On average, exposure was not outsized (at about 0.2% for both US and European CLOs) although deal concentrations varied widely. Closer analysis, however, reveals that certain managers sold the name as the situation evolved. This raises a question about their decision calculus. Why did some managers de-risk early, achieving higher exit prices, while others held on, with some opting to sell at lower prices later?
It’s important to remind ourselves that cashflow CLOs do not haircut or mark-to-market their underlying assets, except in the cases of defaults, excess triple C-rated holdings, or “discounted obligations” purchased below certain price thresholds.
As a result, CLO managers have little incentive to erode their deals’ overcollateralisation test cushions by realising losses without conviction that such sales will maximise recoveries. On the positive side, this allows managers time to assess and influence restructurings, which may improve recovery values. It also allows CLOs to be buyers of loans in dislocations. On the other hand, it may encourage managers to delay sales of underperforming assets, risking further price declines or the drying up of liquidity.

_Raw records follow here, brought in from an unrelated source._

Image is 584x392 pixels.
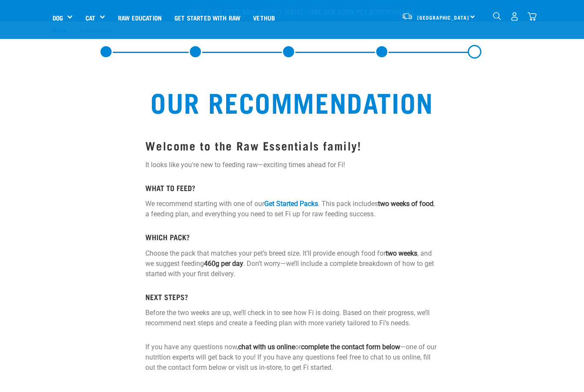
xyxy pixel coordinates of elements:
img: home-icon-1@2x.png [493,12,501,20]
strong: 460g per day [204,259,244,268]
p: Before the two weeks are up, we’ll check in to see how Fi is doing. Based on their progress, we’l... [146,308,438,328]
strong: Welcome to the Raw Essentials family! [146,142,361,148]
strong: two weeks of food [378,200,434,208]
a: Vethub [247,0,281,35]
strong: two weeks [385,249,417,257]
h2: Our Recommendation [70,86,514,116]
a: Dog [52,13,63,22]
a: Get Started Packs [264,200,318,208]
a: Cat [85,13,95,22]
strong: chat with us online [238,343,295,351]
h5: WHICH PACK? [146,233,438,242]
p: It looks like you're new to feeding raw—exciting times ahead for Fi! [146,160,438,170]
h5: NEXT STEPS? [146,293,438,301]
a: Get started with Raw [168,0,247,35]
img: user.png [510,12,519,21]
img: home-icon@2x.png [528,12,537,21]
img: van-moving.png [402,13,413,20]
p: If you have any questions now, or —one of our nutrition experts will get back to you! If you have... [146,342,438,373]
strong: complete the contact form below [301,343,400,351]
p: Choose the pack that matches your pet’s breed size. It’ll provide enough food for , and we sugges... [146,248,438,279]
p: We recommend starting with one of our . This pack includes , a feeding plan, and everything you n... [146,199,438,219]
a: Raw Education [112,0,168,35]
strong: WHAT TO FEED? [146,186,196,190]
span: [GEOGRAPHIC_DATA] [417,16,469,19]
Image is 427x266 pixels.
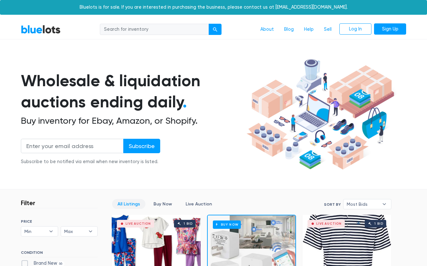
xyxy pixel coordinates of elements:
div: Live Auction [316,222,341,226]
h6: CONDITION [21,251,98,258]
input: Search for inventory [100,24,209,35]
a: Buy Now [148,199,177,209]
a: Live Auction [180,199,217,209]
span: . [183,92,187,112]
span: Max [64,227,85,236]
b: ▾ [377,200,391,209]
a: Help [299,23,319,36]
h6: PRICE [21,219,98,224]
span: Most Bids [346,200,379,209]
a: Sell [319,23,336,36]
a: About [255,23,279,36]
a: Sign Up [374,23,406,35]
input: Subscribe [123,139,160,153]
b: ▾ [84,227,97,236]
h1: Wholesale & liquidation auctions ending daily [21,70,244,113]
h2: Buy inventory for Ebay, Amazon, or Shopify. [21,115,244,126]
img: hero-ee84e7d0318cb26816c560f6b4441b76977f77a177738b4e94f68c95b2b83dbb.png [244,56,396,173]
a: All Listings [112,199,145,209]
label: Sort By [324,202,340,208]
h3: Filter [21,199,35,207]
div: Live Auction [125,222,151,226]
div: 1 bid [374,222,383,226]
h6: Buy Now [213,221,241,229]
input: Enter your email address [21,139,123,153]
a: Blog [279,23,299,36]
b: ▾ [44,227,58,236]
span: Min [24,227,46,236]
div: 1 bid [183,222,192,226]
a: Log In [339,23,371,35]
div: Subscribe to be notified via email when new inventory is listed. [21,158,160,166]
a: BlueLots [21,25,61,34]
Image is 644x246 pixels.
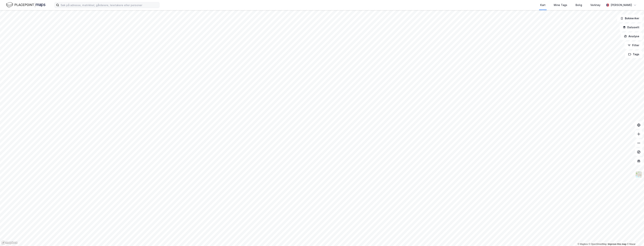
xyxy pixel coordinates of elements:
[590,3,600,7] div: Verktøy
[625,228,644,246] div: Kontrollprogram for chat
[540,3,545,7] div: Kart
[625,228,644,246] iframe: Chat Widget
[611,3,632,7] div: [PERSON_NAME]
[6,1,45,8] img: logo.f888ab2527a4732fd821a326f86c7f29.svg
[554,3,567,7] div: Mine Tags
[59,2,159,8] input: Søk på adresse, matrikkel, gårdeiere, leietakere eller personer
[575,3,582,7] div: Bolig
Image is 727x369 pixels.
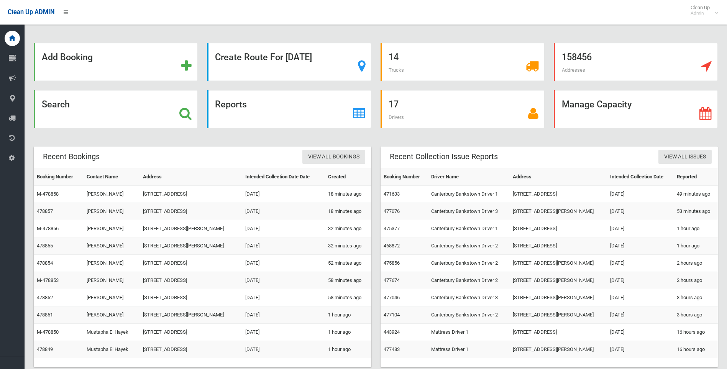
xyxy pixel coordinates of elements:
[384,312,400,318] a: 477104
[389,114,404,120] span: Drivers
[554,90,718,128] a: Manage Capacity
[140,324,242,341] td: [STREET_ADDRESS]
[428,272,510,289] td: Canterbury Bankstown Driver 2
[510,289,607,306] td: [STREET_ADDRESS][PERSON_NAME]
[428,203,510,220] td: Canterbury Bankstown Driver 3
[674,168,718,186] th: Reported
[325,237,372,255] td: 32 minutes ago
[84,186,140,203] td: [PERSON_NAME]
[381,168,428,186] th: Booking Number
[384,329,400,335] a: 443924
[510,168,607,186] th: Address
[140,341,242,358] td: [STREET_ADDRESS]
[242,203,325,220] td: [DATE]
[674,186,718,203] td: 49 minutes ago
[428,220,510,237] td: Canterbury Bankstown Driver 1
[37,295,53,300] a: 478852
[607,272,674,289] td: [DATE]
[84,272,140,289] td: [PERSON_NAME]
[384,191,400,197] a: 471633
[37,260,53,266] a: 478854
[674,272,718,289] td: 2 hours ago
[325,341,372,358] td: 1 hour ago
[215,99,247,110] strong: Reports
[607,324,674,341] td: [DATE]
[34,168,84,186] th: Booking Number
[607,289,674,306] td: [DATE]
[242,186,325,203] td: [DATE]
[607,203,674,220] td: [DATE]
[389,99,399,110] strong: 17
[428,289,510,306] td: Canterbury Bankstown Driver 3
[510,272,607,289] td: [STREET_ADDRESS][PERSON_NAME]
[428,306,510,324] td: Canterbury Bankstown Driver 2
[207,90,371,128] a: Reports
[428,255,510,272] td: Canterbury Bankstown Driver 2
[207,43,371,81] a: Create Route For [DATE]
[37,312,53,318] a: 478851
[84,289,140,306] td: [PERSON_NAME]
[674,203,718,220] td: 53 minutes ago
[8,8,54,16] span: Clean Up ADMIN
[384,295,400,300] a: 477046
[384,260,400,266] a: 475856
[607,341,674,358] td: [DATE]
[325,220,372,237] td: 32 minutes ago
[242,306,325,324] td: [DATE]
[242,237,325,255] td: [DATE]
[140,289,242,306] td: [STREET_ADDRESS]
[674,237,718,255] td: 1 hour ago
[384,208,400,214] a: 477076
[389,67,404,73] span: Trucks
[389,52,399,63] strong: 14
[325,324,372,341] td: 1 hour ago
[37,225,59,231] a: M-478856
[42,52,93,63] strong: Add Booking
[384,346,400,352] a: 477483
[325,168,372,186] th: Created
[242,255,325,272] td: [DATE]
[37,277,59,283] a: M-478853
[384,225,400,231] a: 475377
[381,43,545,81] a: 14 Trucks
[34,43,198,81] a: Add Booking
[325,272,372,289] td: 58 minutes ago
[84,341,140,358] td: Mustapha El Hayek
[84,324,140,341] td: Mustapha El Hayek
[510,306,607,324] td: [STREET_ADDRESS][PERSON_NAME]
[428,324,510,341] td: Mattress Driver 1
[84,255,140,272] td: [PERSON_NAME]
[84,220,140,237] td: [PERSON_NAME]
[325,255,372,272] td: 52 minutes ago
[242,324,325,341] td: [DATE]
[34,90,198,128] a: Search
[674,289,718,306] td: 3 hours ago
[562,67,586,73] span: Addresses
[381,149,507,164] header: Recent Collection Issue Reports
[325,203,372,220] td: 18 minutes ago
[510,324,607,341] td: [STREET_ADDRESS]
[674,324,718,341] td: 16 hours ago
[428,186,510,203] td: Canterbury Bankstown Driver 1
[140,272,242,289] td: [STREET_ADDRESS]
[687,5,718,16] span: Clean Up
[140,203,242,220] td: [STREET_ADDRESS]
[84,168,140,186] th: Contact Name
[428,341,510,358] td: Mattress Driver 1
[242,341,325,358] td: [DATE]
[562,99,632,110] strong: Manage Capacity
[510,255,607,272] td: [STREET_ADDRESS][PERSON_NAME]
[510,203,607,220] td: [STREET_ADDRESS][PERSON_NAME]
[674,341,718,358] td: 16 hours ago
[325,186,372,203] td: 18 minutes ago
[242,289,325,306] td: [DATE]
[84,203,140,220] td: [PERSON_NAME]
[607,306,674,324] td: [DATE]
[659,150,712,164] a: View All Issues
[325,306,372,324] td: 1 hour ago
[303,150,365,164] a: View All Bookings
[34,149,109,164] header: Recent Bookings
[37,346,53,352] a: 478849
[607,168,674,186] th: Intended Collection Date
[384,277,400,283] a: 477674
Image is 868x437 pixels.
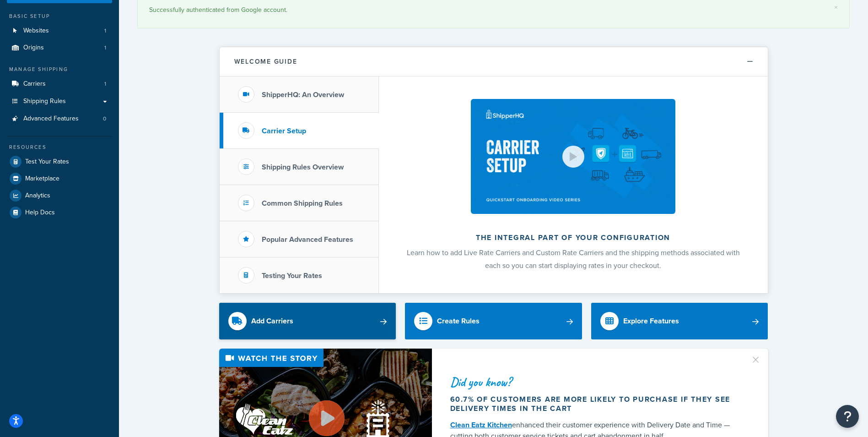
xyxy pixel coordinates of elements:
[471,99,675,214] img: The integral part of your configuration
[105,27,106,35] span: 1
[25,209,55,217] span: Help Docs
[262,127,306,135] h3: Carrier Setup
[262,199,343,208] h3: Common Shipping Rules
[7,143,112,151] div: Resources
[451,375,739,388] div: Did you know?
[7,75,112,93] a: Carriers1
[7,39,112,56] a: Origins1
[451,419,512,429] a: Clean Eatz Kitchen
[624,314,679,327] div: Explore Features
[105,80,106,88] span: 1
[7,153,112,170] a: Test Your Rates
[25,158,69,165] span: Test Your Rates
[262,163,344,171] h3: Shipping Rules Overview
[7,75,112,93] li: Carriers
[23,115,79,123] span: Advanced Features
[7,23,112,39] a: Websites1
[834,4,838,11] a: ×
[23,44,44,52] span: Origins
[105,44,106,52] span: 1
[7,204,112,220] a: Help Docs
[262,90,344,99] h3: ShipperHQ: An Overview
[149,4,838,17] div: Successfully authenticated from Google account.
[591,302,769,339] a: Explore Features
[451,395,739,413] div: 60.7% of customers are more likely to purchase if they see delivery times in the cart
[220,302,396,339] a: Add Carriers
[7,111,112,127] li: Advanced Features
[23,98,66,105] span: Shipping Rules
[7,111,112,127] a: Advanced Features0
[7,187,112,204] a: Analytics
[7,170,112,187] a: Marketplace
[220,47,768,77] button: Welcome Guide
[262,272,322,280] h3: Testing Your Rates
[407,247,740,271] span: Learn how to add Live Rate Carriers and Custom Rate Carriers and the shipping methods associated ...
[235,58,298,65] h2: Welcome Guide
[103,115,106,123] span: 0
[251,314,293,327] div: Add Carriers
[437,314,480,327] div: Create Rules
[25,192,50,199] span: Analytics
[7,12,112,20] div: Basic Setup
[7,39,112,56] li: Origins
[25,174,59,183] span: Marketplace
[836,405,859,427] button: Open Resource Center
[405,302,582,339] a: Create Rules
[23,27,49,35] span: Websites
[7,23,112,39] li: Websites
[23,80,46,88] span: Carriers
[7,65,112,73] div: Manage Shipping
[7,93,112,110] a: Shipping Rules
[403,233,744,241] h2: The integral part of your configuration
[262,235,354,244] h3: Popular Advanced Features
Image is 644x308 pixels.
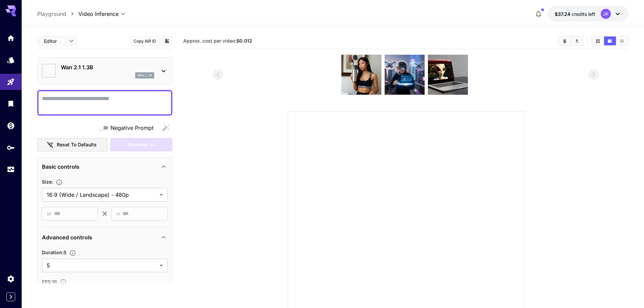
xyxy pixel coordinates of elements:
button: Download All [571,37,583,46]
div: Settings [7,275,15,283]
span: H [116,210,120,218]
div: Wan 2.1 1.3Bwan_1_3b [42,60,168,81]
p: Wan 2.1 1.3B [61,64,154,72]
div: Wallet [7,121,15,130]
div: Playground [7,77,15,85]
img: logo_orange.svg [11,11,16,16]
button: Adjust the dimensions of the generated image by specifying its width and height in pixels, or sel... [53,179,65,186]
img: tab_domain_overview_orange.svg [18,39,24,45]
a: Playground [37,10,66,18]
img: nam+HsnAJjH6P8D+gFVGxvV0WoAAAAASUVORK5CYII= [384,55,424,95]
span: Size : [42,179,53,185]
span: Editor [44,37,65,45]
button: Show videos in grid view [592,37,603,46]
button: Clear videos [559,37,571,46]
button: $37.2368JK [548,6,629,22]
button: Add to library [164,37,170,45]
b: $0.012 [236,37,252,44]
div: Basic controls [42,159,168,175]
span: 16:9 (Wide / Landscape) - 480p [46,191,157,199]
nav: breadcrumb [37,10,78,18]
span: Duration : 5 [42,249,67,255]
img: nyYKbcZwWAbimJpozHYCbEUg0rRj3w9aaOALzBeBmvz6bB+D+H8Y0ISH6ehRRAAAAAElFTkSuQmCC [341,55,381,95]
div: Models [7,55,15,64]
button: Copy AIR ID [129,36,160,46]
div: JK [601,9,611,19]
div: Home [7,34,15,42]
div: v 4.0.24 [19,11,33,16]
span: Approx. cost per video: [183,37,252,44]
div: $37.2368 [554,11,595,18]
button: Show videos in list view [616,37,628,46]
button: Set the number of duration [67,249,79,257]
p: wan_1_3b [138,73,152,77]
div: Domain: [URL] [18,18,48,23]
button: Collapse sidebar [7,293,15,301]
button: Show videos in video view [604,37,616,46]
div: API Keys [7,143,15,152]
span: W [46,210,51,218]
div: Show videos in grid viewShow videos in video viewShow videos in list view [591,36,629,46]
div: Clear videosDownload All [558,36,583,46]
p: Advanced controls [42,233,92,241]
button: Reset to defaults [37,138,107,152]
img: tab_keywords_by_traffic_grey.svg [68,39,72,45]
div: Keywords by Traffic [75,40,114,44]
span: $37.24 [554,11,572,17]
img: website_grey.svg [11,18,16,23]
p: Basic controls [42,163,80,171]
div: Library [7,99,15,108]
div: Advanced controls [42,229,168,245]
img: tXwAAAABJRU5ErkJggg== [428,55,467,95]
span: Video Inference [78,10,119,18]
div: Domain Overview [26,40,60,44]
span: 5 [46,262,157,270]
span: credits left [572,11,595,17]
span: Negative Prompt [111,124,153,132]
div: Usage [7,165,15,174]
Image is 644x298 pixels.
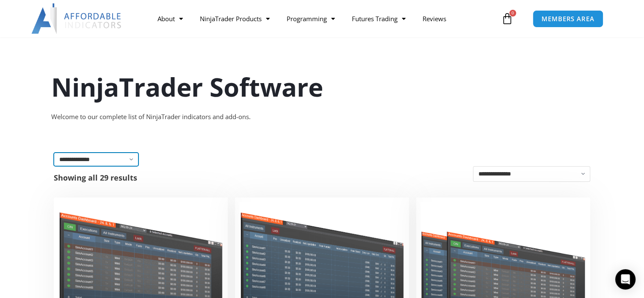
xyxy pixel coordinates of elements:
[509,10,516,16] span: 0
[343,9,414,28] a: Futures Trading
[192,9,278,28] a: NinjaTrader Products
[473,166,590,182] select: Shop order
[615,269,636,290] div: Open Intercom Messenger
[489,6,526,31] a: 0
[542,16,595,22] span: MEMBERS AREA
[51,111,593,123] div: Welcome to our complete list of NinjaTrader indicators and add-ons.
[532,10,603,28] a: MEMBERS AREA
[278,9,343,28] a: Programming
[51,69,593,105] h1: NinjaTrader Software
[149,9,499,28] nav: Menu
[31,3,122,34] img: LogoAI | Affordable Indicators – NinjaTrader
[414,9,455,28] a: Reviews
[149,9,192,28] a: About
[54,174,137,181] p: Showing all 29 results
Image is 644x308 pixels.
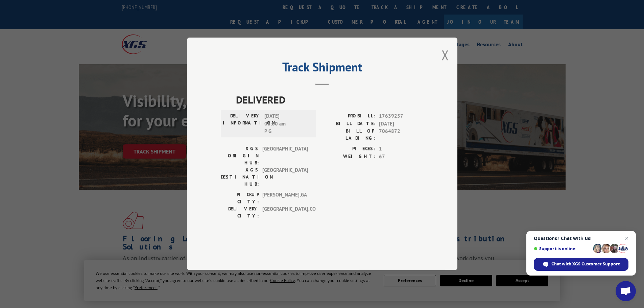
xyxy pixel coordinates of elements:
[379,153,424,160] span: 67
[220,145,259,167] label: XGS ORIGIN HUB:
[220,62,424,75] h2: Track Shipment
[551,261,619,268] span: Chat with XGS Customer Support
[623,234,631,243] span: Close chat
[379,113,424,121] span: 17639257
[322,128,375,142] label: BILL OF LADING:
[322,153,375,160] label: WEIGHT:
[322,145,375,153] label: PIECES:
[615,281,636,302] div: Open chat
[534,246,590,252] span: Support is online
[263,191,308,206] span: [PERSON_NAME] , GA
[379,128,424,142] span: 7064872
[534,236,628,241] span: Questions? Chat with us!
[263,167,308,188] span: [GEOGRAPHIC_DATA]
[236,92,424,108] span: DELIVERED
[379,120,424,128] span: [DATE]
[379,145,424,153] span: 1
[220,206,259,220] label: DELIVERY CITY:
[263,145,308,167] span: [GEOGRAPHIC_DATA]
[442,46,449,64] button: Close modal
[223,113,261,136] label: DELIVERY INFORMATION:
[220,191,259,206] label: PICKUP CITY:
[322,113,375,121] label: PROBILL:
[322,120,375,128] label: BILL DATE:
[263,206,308,220] span: [GEOGRAPHIC_DATA] , CO
[220,167,259,188] label: XGS DESTINATION HUB:
[264,113,310,136] span: [DATE] 06:00 am P G
[534,258,628,271] div: Chat with XGS Customer Support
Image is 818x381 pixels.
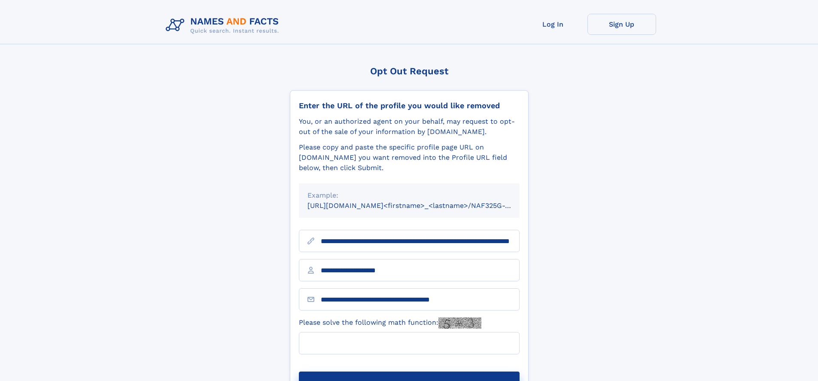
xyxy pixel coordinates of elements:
img: Logo Names and Facts [162,14,286,37]
small: [URL][DOMAIN_NAME]<firstname>_<lastname>/NAF325G-xxxxxxxx [307,201,536,210]
a: Sign Up [587,14,656,35]
label: Please solve the following math function: [299,317,481,328]
div: Please copy and paste the specific profile page URL on [DOMAIN_NAME] you want removed into the Pr... [299,142,519,173]
div: Example: [307,190,511,200]
a: Log In [519,14,587,35]
div: You, or an authorized agent on your behalf, may request to opt-out of the sale of your informatio... [299,116,519,137]
div: Opt Out Request [290,66,528,76]
div: Enter the URL of the profile you would like removed [299,101,519,110]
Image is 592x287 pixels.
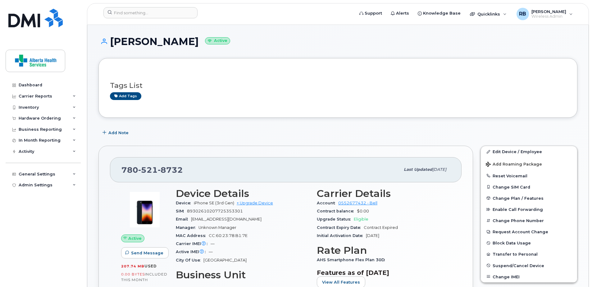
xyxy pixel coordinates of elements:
button: Add Note [98,127,134,138]
span: Suspend/Cancel Device [492,263,544,268]
span: Initial Activation Date [317,233,366,238]
span: Add Note [108,130,128,136]
span: 8732 [158,165,183,174]
button: Suspend/Cancel Device [480,260,577,271]
span: Active IMEI [176,249,209,254]
button: Block Data Usage [480,237,577,248]
span: $0.00 [357,209,369,213]
button: Request Account Change [480,226,577,237]
button: Send Message [121,247,169,258]
span: SIM [176,209,187,213]
span: [DATE] [366,233,379,238]
span: Add Roaming Package [485,162,542,168]
span: City Of Use [176,258,203,262]
img: image20231002-3703462-1angbar.jpeg [126,191,163,228]
h3: Tags List [110,82,565,89]
a: Add tags [110,92,141,100]
button: Change Phone Number [480,215,577,226]
span: — [209,249,213,254]
span: Manager [176,225,198,230]
button: Change IMEI [480,271,577,282]
a: + Upgrade Device [236,200,273,205]
span: used [144,263,157,268]
span: [DATE] [432,167,446,172]
h3: Features as of [DATE] [317,269,450,276]
span: [GEOGRAPHIC_DATA] [203,258,246,262]
h3: Device Details [176,188,309,199]
h3: Rate Plan [317,245,450,256]
span: Device [176,200,194,205]
span: Contract Expiry Date [317,225,363,230]
h3: Business Unit [176,269,309,280]
span: Unknown Manager [198,225,236,230]
span: MAC Address [176,233,209,238]
button: Reset Voicemail [480,170,577,181]
button: Change SIM Card [480,181,577,192]
span: Carrier IMEI [176,241,210,246]
span: Active [128,235,142,241]
h1: [PERSON_NAME] [98,36,577,47]
a: Edit Device / Employee [480,146,577,157]
span: 0.00 Bytes [121,272,145,276]
button: Transfer to Personal [480,248,577,259]
h3: Carrier Details [317,188,450,199]
span: Last updated [403,167,432,172]
span: 89302610207725353301 [187,209,243,213]
span: Send Message [131,250,163,256]
span: 521 [138,165,158,174]
span: View All Features [322,279,360,285]
button: Add Roaming Package [480,157,577,170]
span: Account [317,200,338,205]
span: Contract Expired [363,225,398,230]
span: iPhone SE (3rd Gen) [194,200,234,205]
span: CC:60:23:78:B1:7E [209,233,247,238]
span: Eligible [353,217,368,221]
span: — [210,241,214,246]
span: Enable Call Forwarding [492,207,542,212]
span: Contract balance [317,209,357,213]
small: Active [205,37,230,44]
span: 780 [121,165,183,174]
a: 0552677432 - Bell [338,200,377,205]
span: Upgrade Status [317,217,353,221]
span: 207.74 MB [121,264,144,268]
button: Enable Call Forwarding [480,204,577,215]
button: Change Plan / Features [480,192,577,204]
span: AHS Smartphone Flex Plan 30D [317,257,388,262]
span: [EMAIL_ADDRESS][DOMAIN_NAME] [191,217,261,221]
span: Change Plan / Features [492,196,543,200]
span: included this month [121,272,167,282]
span: Email [176,217,191,221]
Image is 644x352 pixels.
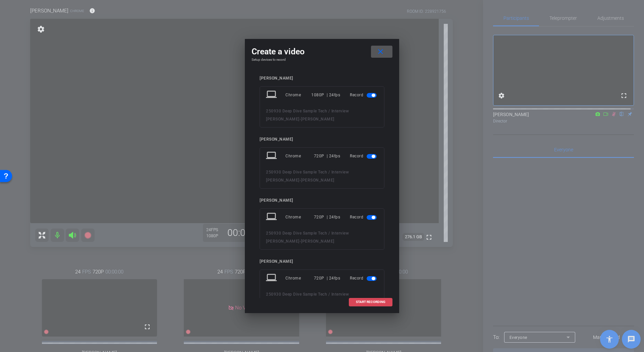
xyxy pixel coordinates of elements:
div: Chrome [285,89,311,101]
span: START RECORDING [356,300,386,303]
div: Record [350,150,378,162]
div: 720P | 24fps [314,150,341,162]
div: 720P | 24fps [314,272,341,284]
span: - [300,117,301,122]
div: Create a video [252,45,392,58]
mat-icon: laptop [266,211,278,223]
mat-icon: close [376,48,385,56]
button: START RECORDING [349,298,392,307]
span: 250930 Deep Dive Sample Tech / Interview [PERSON_NAME] [266,231,349,244]
div: Chrome [285,211,314,223]
mat-icon: laptop [266,89,278,101]
mat-icon: laptop [266,272,278,284]
span: [PERSON_NAME] [301,178,335,182]
span: - [300,239,301,244]
div: [PERSON_NAME] [260,198,384,203]
div: Record [350,89,378,101]
span: 250930 Deep Dive Sample Tech / Interview [PERSON_NAME] [266,292,349,305]
div: Chrome [285,150,314,162]
mat-icon: laptop [266,150,278,162]
span: [PERSON_NAME] [301,239,335,244]
span: [PERSON_NAME] [301,117,335,122]
div: 720P | 24fps [314,211,341,223]
div: Record [350,211,378,223]
div: Chrome [285,272,314,284]
span: - [300,178,301,182]
div: [PERSON_NAME] [260,259,384,264]
div: Record [350,272,378,284]
span: 250930 Deep Dive Sample Tech / Interview [PERSON_NAME] [266,109,349,122]
h4: Setup devices to record [252,58,392,62]
div: [PERSON_NAME] [260,137,384,142]
div: [PERSON_NAME] [260,76,384,81]
div: 1080P | 24fps [311,89,340,101]
span: 250930 Deep Dive Sample Tech / Interview [PERSON_NAME] [266,170,349,182]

Of course, selling into a declining market is not always optimal as prices can subsequently reverse course. Managers must also consider deal-specific constraints and the size of their overall exposure to a credit when making sale decisions.
Understanding how we think
Behavioural finance suggests that for humans the pain of losing is psychologically stronger than the joy of winning. We may also overvalue what we already hold due to an emotional attachment (the endowment effect), potentially influenced by overconfidence in our skills and status quo biases. Our decisions may also be too greatly impacted by recent information (bad news in this case) or we maybe be anchored to historical information (ie, the loan was just trading at 95!).
In a credit market where it is increasingly difficult to distinguish between noise and signal, it is important for CLO investors to assess not only managers’ credit selection but also their risk management in distressed situations.
I would argue that credit teams that understand our human biases have a competitive advantage versus those that don’t.